UPDATED 05:37 EDT / JULY 03 2013

NEWS

Opera’s Revamped Browser: Has the Fat Lady Sung Already?

Pioneering web browser Opera has never much of a threat to the likes of IE, Google Chrome and Firefox, instead styling itself as a niche product that appeals to a certain kind of web user. Nevertheless, throughout its 19-year history Opera has accumulated and stubbornly clung onto its 2% market share in the browser wars, recently achieving a milestone of 300 million active users – a loyal following that’s even greater than the number of active Twitter users.

Why do so many people love the plucky Opera browser? The answer lies in the high level of customization it offers that appeals to a wide segment of so-called ‘power users’. Opera’s customization options include the ability to alter the UI to an unprecedented degree, moving tabs, stacking tabs, altering menu options, installing new themes etc. It boasts a powerful suite of features built into the browser, including an email client, RSS feed, password manager, mouse gestures, and an enhanced web address field viewer allows searchers to enter short URLs instead of long and complex web addresses. Perhaps what really sets Opera apart though, is its speedy Opera Turbo feature that’s designed to load up webpages faster on slower connections by compressing them to reduce loading times.

Opera’s community has been content for years, happy to dwell outside the mainstream and browse the net on their own terms. But this morning its in complete and utter turmoil.

Back in February Opera made the significant announcement that it was planning to do away with its proprietary Presto web rendering engine in favor of WebKit, the software used by Apple’s Safari and Google’s Chrome, among others. Yesterday, we saw the public release of this ‘new’ Opera browser, officially called version 15, and boy what a spectacular fail that was.

Pretty much every single feature that made Opera stand out for its loyal users has been gutted. Dozens of features taken for granted by Opera’s connoisseurs are now MIA: including virtually all customizations options, tab handling, bookmarks, Opera Link and notes. Opera’s jettisoned the popular Dragonfly developer tools, whilst the RSS reader and Opera Mail client are now standalone applications that need to be downloaded separately. There’s no more powerful search function, like the ability to type a letter or a word to search specific websites by typing “yt dancing monkey’ to bring up a YouTube search for dancing monkeys. No more password manager or tab thumbnails, no tab previews, no bookmarks, no Opera sync – no nothing that made Opera what it was.

What we have instead is essentially the Chromium browser, albeit with a few new features slapped onto it called Speed Dial, Discovery and Stash. Speed Dial is as far as I can tell, some kind of jazzed up replacement for bookmarks that functions a lot like the Top Sites feature offered in Safari, only it doesn’t allow bookmarks to be imported or synced from older versions of the browser. Stash is built into this new Speed Dial, and allows web pages to be ‘stashed’ by clicking on a small heart icon in the URL bar, available as a separate tab in Speed Dial. The advantage of Stash is it allows multiple pages to be compared simultaneously and resized using a slider on the right of the screen. Then there’s Discover, which is another tab in Speed Dial that offers curated news articles from a drop-down menu of various categories.

It’s not unkind to say that Opera is a shell of its former self, little more than a fancy wrapper around Chromium, with almost nothing that sets it apart from the latter. I’ve never been much of an Opera user expect for taking the odd look now and then out of curiosity, but it’s clear enough from reading the Beta/snapshot announcement threads from before that loyal users aren’t at all happy with the changes – have a read and you’ll find they’re littered with complaints.

I can only assume that Opera’s decision makers were no longer content with simply being a ‘niche’ product, and that this is all about going for a larger market share. Hence they’ve switched their product from a ‘do what you want’ browser to a ‘do what we want’ browser like Chrome that they hope will be more appealing to the average Joe.

But if that’s the case, it begs the question why on earth would anyone choose the new Opera over Chrome? Choice is never a bad thing, but there’s nothing that really differentiates the two products, which means that most people will stick with what they already know, and that’s Chrome. Perhaps Opera is thinking that by freeing itself from maintaining its own rendering engine it’ll be able to work harder on cooking up cool new features. If so that’s certainly commendable, but just how many of their loyal users are they going to alienate in the meantime – and how many new users does it think it can pick up?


▶ **Required work**: List each line of the data that holds the string "visible".

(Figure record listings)
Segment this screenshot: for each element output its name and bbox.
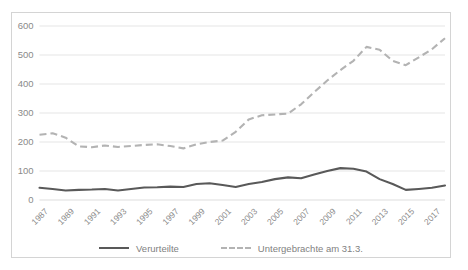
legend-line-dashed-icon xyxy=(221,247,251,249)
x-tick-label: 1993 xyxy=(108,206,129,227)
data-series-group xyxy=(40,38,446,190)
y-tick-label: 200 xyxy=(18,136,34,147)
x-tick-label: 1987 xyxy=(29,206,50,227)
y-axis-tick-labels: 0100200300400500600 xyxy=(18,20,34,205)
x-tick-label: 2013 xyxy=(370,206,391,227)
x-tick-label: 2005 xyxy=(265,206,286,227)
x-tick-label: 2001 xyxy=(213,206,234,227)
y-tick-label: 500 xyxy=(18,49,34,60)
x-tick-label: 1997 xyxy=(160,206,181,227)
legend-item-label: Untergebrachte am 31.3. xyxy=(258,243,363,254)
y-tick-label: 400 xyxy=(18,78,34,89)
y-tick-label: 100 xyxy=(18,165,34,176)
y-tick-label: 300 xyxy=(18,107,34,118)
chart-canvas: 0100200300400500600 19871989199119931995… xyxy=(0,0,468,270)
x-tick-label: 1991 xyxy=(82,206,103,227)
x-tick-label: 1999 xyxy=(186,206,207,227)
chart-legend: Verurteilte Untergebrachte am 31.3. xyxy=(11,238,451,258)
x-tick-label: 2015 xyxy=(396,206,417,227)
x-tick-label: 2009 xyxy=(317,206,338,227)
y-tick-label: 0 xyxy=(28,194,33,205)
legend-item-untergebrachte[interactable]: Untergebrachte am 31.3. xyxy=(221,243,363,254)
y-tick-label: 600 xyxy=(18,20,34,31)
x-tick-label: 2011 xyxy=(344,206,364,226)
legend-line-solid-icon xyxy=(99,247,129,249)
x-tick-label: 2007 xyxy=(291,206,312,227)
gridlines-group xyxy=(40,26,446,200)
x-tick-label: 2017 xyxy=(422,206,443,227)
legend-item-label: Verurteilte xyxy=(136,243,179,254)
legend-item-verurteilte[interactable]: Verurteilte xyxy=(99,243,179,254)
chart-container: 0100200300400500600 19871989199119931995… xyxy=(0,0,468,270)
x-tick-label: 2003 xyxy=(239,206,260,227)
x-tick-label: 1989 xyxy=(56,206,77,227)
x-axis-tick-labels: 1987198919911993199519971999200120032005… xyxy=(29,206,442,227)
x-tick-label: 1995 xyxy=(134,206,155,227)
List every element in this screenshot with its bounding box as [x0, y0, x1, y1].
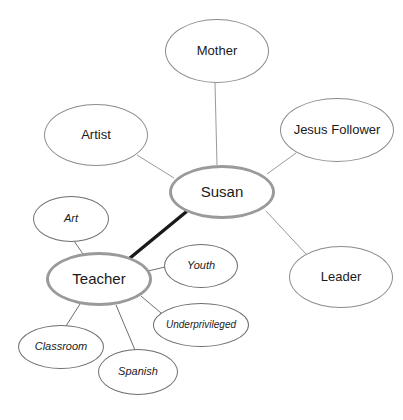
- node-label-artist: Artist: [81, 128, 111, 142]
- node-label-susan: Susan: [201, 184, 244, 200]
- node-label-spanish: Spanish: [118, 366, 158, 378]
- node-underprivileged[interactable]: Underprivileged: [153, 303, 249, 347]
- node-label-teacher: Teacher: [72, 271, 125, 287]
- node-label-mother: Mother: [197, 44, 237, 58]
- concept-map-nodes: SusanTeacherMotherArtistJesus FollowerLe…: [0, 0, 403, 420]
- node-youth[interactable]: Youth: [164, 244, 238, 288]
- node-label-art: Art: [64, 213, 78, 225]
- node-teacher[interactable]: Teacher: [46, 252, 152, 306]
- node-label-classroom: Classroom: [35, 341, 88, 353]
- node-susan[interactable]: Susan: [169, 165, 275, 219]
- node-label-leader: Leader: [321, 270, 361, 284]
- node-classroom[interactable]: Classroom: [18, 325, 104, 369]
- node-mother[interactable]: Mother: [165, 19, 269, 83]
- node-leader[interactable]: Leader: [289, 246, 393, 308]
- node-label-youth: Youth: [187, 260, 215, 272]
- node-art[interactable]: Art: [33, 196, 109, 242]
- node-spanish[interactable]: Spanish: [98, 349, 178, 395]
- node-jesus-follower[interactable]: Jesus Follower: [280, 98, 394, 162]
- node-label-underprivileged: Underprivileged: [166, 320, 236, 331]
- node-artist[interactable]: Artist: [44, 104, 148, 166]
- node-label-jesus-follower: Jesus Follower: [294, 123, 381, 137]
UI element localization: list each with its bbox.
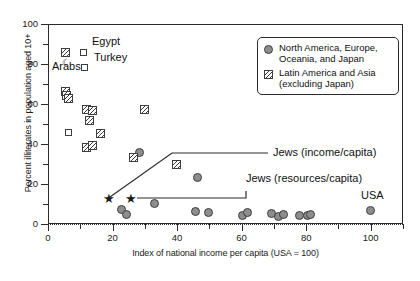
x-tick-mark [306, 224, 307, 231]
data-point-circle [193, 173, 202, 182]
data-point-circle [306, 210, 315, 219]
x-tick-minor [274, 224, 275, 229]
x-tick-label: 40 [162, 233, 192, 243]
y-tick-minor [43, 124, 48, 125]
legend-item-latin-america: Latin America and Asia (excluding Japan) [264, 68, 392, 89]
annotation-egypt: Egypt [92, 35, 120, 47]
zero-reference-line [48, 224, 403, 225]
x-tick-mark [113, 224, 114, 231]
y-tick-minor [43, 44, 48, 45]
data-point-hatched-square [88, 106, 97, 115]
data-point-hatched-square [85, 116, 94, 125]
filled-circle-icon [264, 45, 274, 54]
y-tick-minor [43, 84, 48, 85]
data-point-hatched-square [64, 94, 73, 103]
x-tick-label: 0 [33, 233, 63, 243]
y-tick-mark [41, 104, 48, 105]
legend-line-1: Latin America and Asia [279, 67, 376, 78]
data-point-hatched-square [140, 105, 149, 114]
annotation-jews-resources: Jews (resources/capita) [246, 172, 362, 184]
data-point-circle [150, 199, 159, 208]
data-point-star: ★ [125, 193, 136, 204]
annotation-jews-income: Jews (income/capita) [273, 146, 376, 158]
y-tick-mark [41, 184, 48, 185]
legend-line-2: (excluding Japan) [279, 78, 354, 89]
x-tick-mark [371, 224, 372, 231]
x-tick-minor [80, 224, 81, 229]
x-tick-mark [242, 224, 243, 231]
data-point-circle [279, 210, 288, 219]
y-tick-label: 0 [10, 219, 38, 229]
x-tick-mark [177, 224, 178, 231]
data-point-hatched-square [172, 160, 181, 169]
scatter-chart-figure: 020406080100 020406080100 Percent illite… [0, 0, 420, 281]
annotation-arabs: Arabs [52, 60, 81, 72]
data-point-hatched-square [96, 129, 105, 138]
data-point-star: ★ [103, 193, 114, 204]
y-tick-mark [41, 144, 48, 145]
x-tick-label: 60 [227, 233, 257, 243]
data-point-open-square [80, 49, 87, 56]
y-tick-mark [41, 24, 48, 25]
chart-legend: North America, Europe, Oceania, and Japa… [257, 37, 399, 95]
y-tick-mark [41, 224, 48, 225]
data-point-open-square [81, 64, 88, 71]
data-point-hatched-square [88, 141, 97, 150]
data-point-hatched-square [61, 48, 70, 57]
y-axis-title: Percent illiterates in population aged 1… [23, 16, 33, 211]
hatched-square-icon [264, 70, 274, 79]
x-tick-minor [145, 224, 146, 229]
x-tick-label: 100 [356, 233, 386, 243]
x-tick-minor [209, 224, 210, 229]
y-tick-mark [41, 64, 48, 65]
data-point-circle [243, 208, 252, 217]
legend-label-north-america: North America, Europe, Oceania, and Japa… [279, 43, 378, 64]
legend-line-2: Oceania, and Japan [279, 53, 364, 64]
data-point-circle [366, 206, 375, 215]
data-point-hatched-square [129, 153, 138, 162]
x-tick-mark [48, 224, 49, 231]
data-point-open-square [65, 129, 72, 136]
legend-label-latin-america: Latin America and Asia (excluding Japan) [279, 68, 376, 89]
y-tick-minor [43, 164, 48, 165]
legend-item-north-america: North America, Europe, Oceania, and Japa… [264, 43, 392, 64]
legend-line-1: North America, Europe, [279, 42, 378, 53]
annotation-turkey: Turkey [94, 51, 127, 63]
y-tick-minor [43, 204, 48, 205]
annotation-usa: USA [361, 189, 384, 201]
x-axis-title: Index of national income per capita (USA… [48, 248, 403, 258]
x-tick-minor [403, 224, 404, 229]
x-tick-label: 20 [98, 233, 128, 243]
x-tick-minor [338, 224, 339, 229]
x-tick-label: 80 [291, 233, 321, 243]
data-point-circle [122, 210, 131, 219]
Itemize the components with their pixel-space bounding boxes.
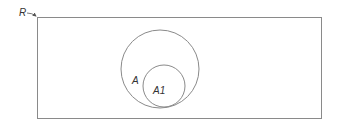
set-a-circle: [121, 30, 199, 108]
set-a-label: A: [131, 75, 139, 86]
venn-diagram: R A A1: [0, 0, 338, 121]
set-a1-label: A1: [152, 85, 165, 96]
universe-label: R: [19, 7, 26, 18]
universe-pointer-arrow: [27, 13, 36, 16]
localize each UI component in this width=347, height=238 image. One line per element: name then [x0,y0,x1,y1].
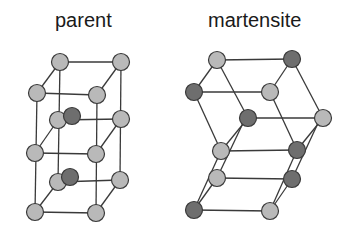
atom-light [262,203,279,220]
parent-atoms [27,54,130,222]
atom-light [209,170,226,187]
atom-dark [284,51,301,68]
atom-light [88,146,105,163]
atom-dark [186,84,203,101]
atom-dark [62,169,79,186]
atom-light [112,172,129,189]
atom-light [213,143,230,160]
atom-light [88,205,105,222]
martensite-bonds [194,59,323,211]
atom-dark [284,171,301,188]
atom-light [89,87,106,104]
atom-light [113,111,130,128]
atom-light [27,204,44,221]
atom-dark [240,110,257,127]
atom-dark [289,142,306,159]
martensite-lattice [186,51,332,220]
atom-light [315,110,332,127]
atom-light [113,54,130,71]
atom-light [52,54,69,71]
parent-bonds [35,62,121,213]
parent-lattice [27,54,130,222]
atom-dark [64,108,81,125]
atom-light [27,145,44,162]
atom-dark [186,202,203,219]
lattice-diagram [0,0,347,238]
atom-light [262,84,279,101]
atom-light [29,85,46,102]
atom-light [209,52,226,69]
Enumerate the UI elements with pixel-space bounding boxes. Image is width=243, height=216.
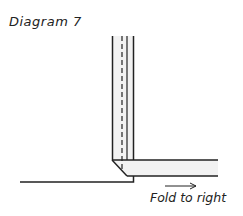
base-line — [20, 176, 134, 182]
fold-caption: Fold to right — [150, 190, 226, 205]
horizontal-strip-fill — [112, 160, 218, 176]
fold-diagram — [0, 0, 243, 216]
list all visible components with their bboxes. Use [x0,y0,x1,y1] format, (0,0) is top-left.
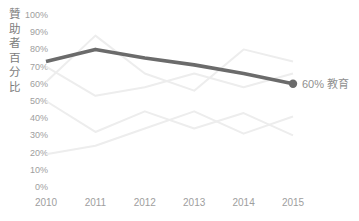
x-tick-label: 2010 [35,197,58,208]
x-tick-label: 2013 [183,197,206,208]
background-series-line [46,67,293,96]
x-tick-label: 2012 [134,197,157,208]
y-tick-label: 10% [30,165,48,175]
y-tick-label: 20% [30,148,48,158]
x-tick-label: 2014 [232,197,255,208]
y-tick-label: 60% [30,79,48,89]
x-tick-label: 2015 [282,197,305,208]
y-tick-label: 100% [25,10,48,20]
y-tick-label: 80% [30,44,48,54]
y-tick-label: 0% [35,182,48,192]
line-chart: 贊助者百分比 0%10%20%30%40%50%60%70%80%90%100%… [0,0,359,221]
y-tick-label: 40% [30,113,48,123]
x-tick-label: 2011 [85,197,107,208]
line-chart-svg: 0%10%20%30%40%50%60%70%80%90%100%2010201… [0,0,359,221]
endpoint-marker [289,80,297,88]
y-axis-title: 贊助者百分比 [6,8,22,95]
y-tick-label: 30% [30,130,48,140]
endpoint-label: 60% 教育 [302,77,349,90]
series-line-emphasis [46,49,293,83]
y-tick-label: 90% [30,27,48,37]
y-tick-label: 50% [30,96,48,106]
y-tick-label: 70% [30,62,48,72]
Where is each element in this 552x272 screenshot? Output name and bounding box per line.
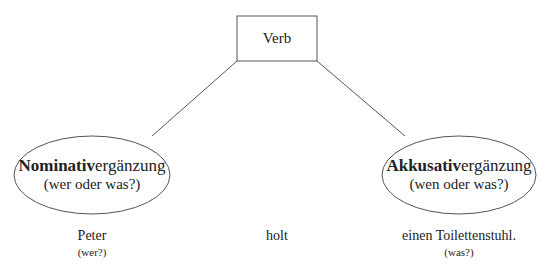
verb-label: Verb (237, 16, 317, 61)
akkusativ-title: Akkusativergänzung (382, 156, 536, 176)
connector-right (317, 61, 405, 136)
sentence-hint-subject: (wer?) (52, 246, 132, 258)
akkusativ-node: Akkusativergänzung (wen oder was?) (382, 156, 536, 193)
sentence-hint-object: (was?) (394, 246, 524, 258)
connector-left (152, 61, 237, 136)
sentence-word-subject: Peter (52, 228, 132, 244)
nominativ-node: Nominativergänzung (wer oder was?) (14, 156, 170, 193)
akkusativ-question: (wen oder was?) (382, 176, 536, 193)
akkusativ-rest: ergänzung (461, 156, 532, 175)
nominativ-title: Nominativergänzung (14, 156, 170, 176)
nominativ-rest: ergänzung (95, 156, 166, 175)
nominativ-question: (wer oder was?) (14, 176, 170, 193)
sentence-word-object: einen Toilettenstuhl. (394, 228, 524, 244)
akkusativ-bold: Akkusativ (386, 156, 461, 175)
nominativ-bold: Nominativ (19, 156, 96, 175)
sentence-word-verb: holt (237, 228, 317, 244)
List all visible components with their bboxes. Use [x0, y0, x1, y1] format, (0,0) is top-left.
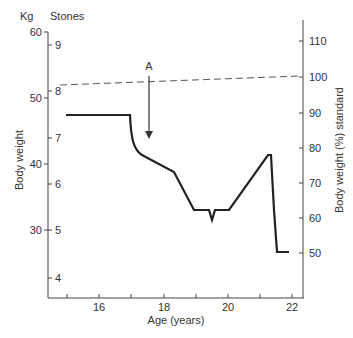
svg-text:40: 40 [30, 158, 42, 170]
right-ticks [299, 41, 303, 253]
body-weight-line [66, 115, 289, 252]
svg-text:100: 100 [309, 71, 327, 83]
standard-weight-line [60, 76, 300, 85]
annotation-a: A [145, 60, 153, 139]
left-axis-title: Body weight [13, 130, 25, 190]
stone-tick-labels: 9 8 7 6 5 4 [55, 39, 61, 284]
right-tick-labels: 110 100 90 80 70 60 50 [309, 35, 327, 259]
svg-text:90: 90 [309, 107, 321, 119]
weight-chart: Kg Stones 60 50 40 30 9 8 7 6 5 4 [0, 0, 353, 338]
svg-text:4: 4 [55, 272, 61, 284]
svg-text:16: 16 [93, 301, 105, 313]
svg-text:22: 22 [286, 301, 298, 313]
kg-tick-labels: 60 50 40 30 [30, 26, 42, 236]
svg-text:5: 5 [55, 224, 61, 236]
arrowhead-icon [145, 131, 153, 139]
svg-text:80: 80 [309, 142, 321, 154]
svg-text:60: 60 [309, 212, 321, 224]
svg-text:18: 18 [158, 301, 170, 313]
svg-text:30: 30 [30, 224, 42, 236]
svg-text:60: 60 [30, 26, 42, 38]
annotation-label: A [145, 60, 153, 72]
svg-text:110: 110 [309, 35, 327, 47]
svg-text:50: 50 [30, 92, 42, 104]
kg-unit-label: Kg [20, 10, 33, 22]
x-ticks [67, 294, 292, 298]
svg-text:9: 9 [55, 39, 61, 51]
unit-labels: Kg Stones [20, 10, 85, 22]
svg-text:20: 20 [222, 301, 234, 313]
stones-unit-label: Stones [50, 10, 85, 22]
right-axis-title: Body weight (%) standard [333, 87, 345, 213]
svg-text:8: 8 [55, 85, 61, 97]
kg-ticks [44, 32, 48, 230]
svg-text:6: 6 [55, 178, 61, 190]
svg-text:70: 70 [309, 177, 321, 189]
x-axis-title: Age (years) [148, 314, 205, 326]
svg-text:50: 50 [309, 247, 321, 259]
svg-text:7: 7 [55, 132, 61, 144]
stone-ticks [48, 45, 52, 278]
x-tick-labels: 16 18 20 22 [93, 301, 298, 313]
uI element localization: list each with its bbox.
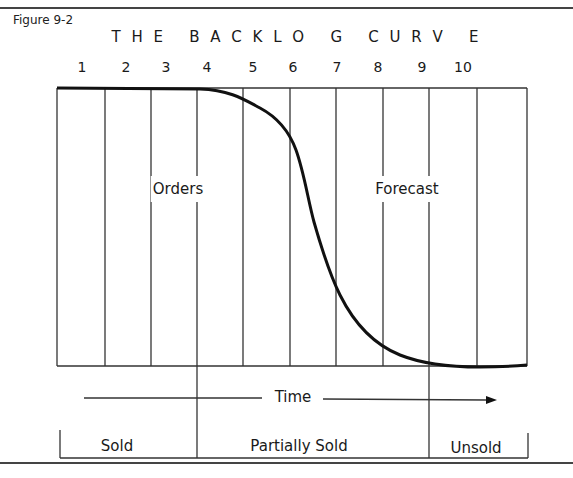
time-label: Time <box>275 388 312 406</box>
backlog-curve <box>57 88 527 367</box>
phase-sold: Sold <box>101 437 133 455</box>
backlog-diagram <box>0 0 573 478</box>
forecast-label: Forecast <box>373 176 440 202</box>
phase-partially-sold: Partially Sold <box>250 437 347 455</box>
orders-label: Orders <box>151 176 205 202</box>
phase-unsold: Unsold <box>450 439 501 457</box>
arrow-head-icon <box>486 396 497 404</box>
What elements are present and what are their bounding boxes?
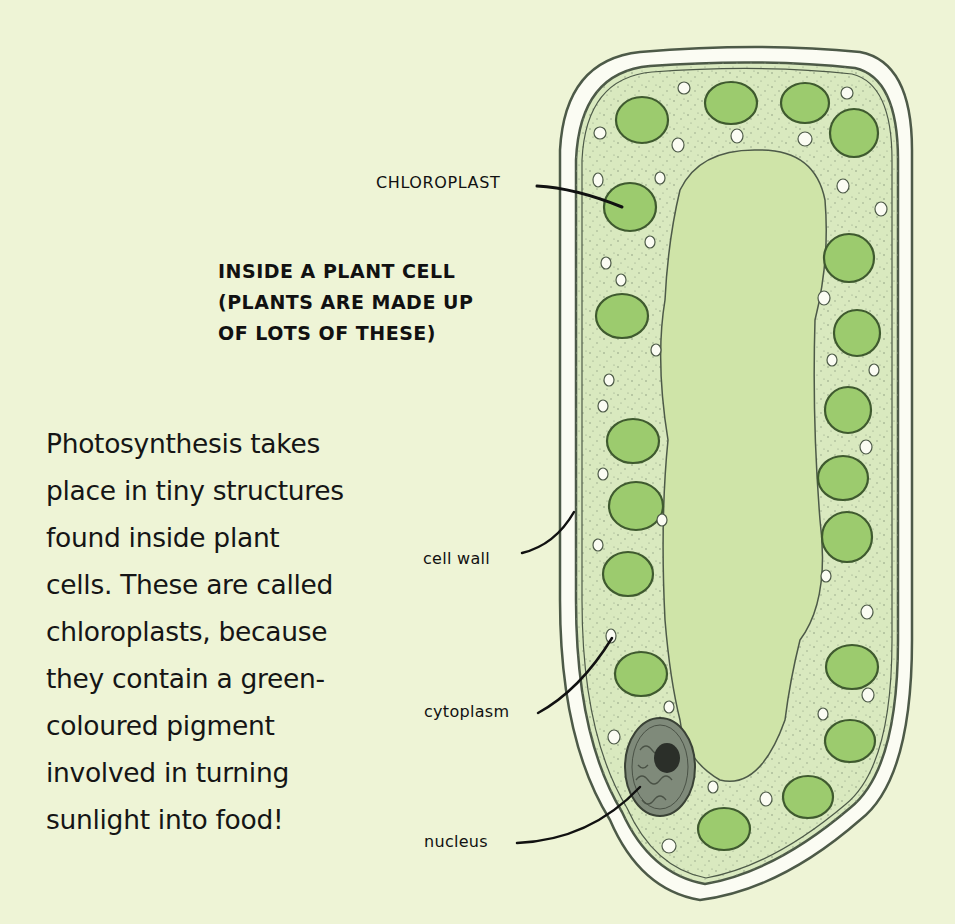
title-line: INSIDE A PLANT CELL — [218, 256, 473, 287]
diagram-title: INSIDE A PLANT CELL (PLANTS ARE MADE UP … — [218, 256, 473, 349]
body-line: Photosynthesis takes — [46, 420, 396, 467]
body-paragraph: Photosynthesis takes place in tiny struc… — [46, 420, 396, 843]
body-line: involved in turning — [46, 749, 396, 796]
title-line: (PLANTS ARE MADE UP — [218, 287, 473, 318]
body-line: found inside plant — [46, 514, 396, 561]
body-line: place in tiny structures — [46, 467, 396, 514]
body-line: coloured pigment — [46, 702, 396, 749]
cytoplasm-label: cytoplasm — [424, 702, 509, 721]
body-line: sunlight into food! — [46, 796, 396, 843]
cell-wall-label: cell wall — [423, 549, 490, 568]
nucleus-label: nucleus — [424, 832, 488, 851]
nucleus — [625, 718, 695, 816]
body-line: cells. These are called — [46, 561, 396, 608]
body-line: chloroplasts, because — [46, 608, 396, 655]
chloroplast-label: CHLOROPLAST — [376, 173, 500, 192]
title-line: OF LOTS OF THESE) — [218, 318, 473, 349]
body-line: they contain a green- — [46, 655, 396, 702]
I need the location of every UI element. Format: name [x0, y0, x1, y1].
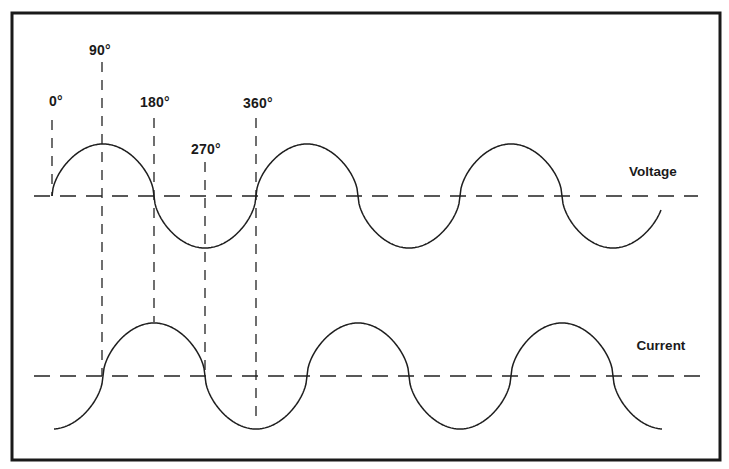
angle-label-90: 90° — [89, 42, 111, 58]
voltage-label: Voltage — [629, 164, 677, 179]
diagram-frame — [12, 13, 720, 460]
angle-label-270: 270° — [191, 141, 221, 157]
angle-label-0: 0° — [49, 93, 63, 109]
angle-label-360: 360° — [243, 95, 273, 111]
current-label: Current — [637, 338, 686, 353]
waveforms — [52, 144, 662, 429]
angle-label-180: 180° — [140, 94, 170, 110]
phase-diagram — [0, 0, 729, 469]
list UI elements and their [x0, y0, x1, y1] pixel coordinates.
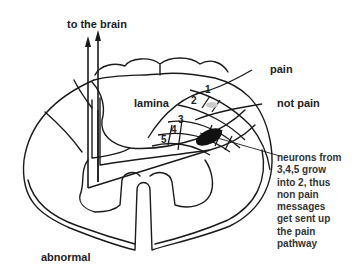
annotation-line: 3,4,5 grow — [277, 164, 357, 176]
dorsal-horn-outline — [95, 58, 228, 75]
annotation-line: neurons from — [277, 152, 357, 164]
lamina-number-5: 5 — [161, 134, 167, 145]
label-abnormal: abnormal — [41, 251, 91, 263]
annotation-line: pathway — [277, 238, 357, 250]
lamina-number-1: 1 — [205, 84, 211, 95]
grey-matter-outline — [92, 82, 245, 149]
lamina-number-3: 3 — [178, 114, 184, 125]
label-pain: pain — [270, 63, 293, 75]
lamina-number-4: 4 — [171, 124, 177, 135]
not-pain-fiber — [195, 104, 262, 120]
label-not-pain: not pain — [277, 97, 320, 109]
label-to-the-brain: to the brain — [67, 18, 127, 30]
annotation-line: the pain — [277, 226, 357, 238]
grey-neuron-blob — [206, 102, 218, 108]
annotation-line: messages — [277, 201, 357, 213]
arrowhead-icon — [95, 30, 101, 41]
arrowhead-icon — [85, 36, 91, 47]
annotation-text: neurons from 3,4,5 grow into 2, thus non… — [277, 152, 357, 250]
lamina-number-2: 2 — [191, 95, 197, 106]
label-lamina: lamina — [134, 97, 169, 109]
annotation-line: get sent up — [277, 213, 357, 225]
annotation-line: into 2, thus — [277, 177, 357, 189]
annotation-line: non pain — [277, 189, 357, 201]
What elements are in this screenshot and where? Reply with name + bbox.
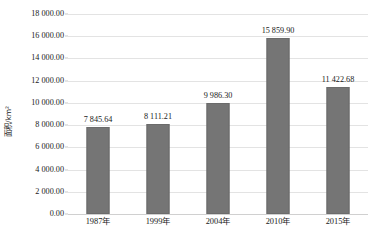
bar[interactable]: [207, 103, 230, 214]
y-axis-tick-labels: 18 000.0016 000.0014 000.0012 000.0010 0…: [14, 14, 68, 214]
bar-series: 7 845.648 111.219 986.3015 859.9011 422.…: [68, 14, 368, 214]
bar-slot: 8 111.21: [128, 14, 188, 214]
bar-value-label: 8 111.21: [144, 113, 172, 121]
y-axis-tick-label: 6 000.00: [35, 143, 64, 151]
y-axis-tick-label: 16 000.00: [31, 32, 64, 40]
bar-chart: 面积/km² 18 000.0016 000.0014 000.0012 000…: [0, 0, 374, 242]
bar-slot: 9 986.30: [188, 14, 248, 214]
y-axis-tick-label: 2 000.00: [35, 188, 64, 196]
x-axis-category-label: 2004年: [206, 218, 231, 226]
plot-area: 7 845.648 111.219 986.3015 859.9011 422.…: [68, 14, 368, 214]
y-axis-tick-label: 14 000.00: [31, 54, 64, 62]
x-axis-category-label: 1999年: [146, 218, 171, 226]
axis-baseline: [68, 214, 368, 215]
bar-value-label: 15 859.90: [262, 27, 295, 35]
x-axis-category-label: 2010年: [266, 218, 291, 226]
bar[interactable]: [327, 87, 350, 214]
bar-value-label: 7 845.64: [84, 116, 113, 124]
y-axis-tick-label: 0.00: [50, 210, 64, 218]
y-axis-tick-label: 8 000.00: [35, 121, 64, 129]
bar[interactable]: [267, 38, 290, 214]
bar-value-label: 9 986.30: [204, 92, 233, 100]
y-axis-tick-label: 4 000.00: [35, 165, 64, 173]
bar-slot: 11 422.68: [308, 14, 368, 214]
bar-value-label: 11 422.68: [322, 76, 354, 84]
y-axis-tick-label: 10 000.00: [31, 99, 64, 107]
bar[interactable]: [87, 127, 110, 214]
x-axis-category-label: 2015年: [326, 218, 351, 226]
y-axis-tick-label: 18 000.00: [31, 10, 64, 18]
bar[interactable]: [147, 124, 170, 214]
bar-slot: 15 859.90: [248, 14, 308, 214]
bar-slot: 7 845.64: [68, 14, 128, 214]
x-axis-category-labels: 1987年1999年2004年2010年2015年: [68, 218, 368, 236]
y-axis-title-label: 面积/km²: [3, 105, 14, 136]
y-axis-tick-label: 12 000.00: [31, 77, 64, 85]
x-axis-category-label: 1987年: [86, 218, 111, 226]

▶ **Worked solution**:
list all visible components with their bboxes. Use [x0,y0,x1,y1] format, (0,0) is top-left.
List all visible components with their bboxes. Use [x0, y0, x1, y1] format, (0,0) is top-left.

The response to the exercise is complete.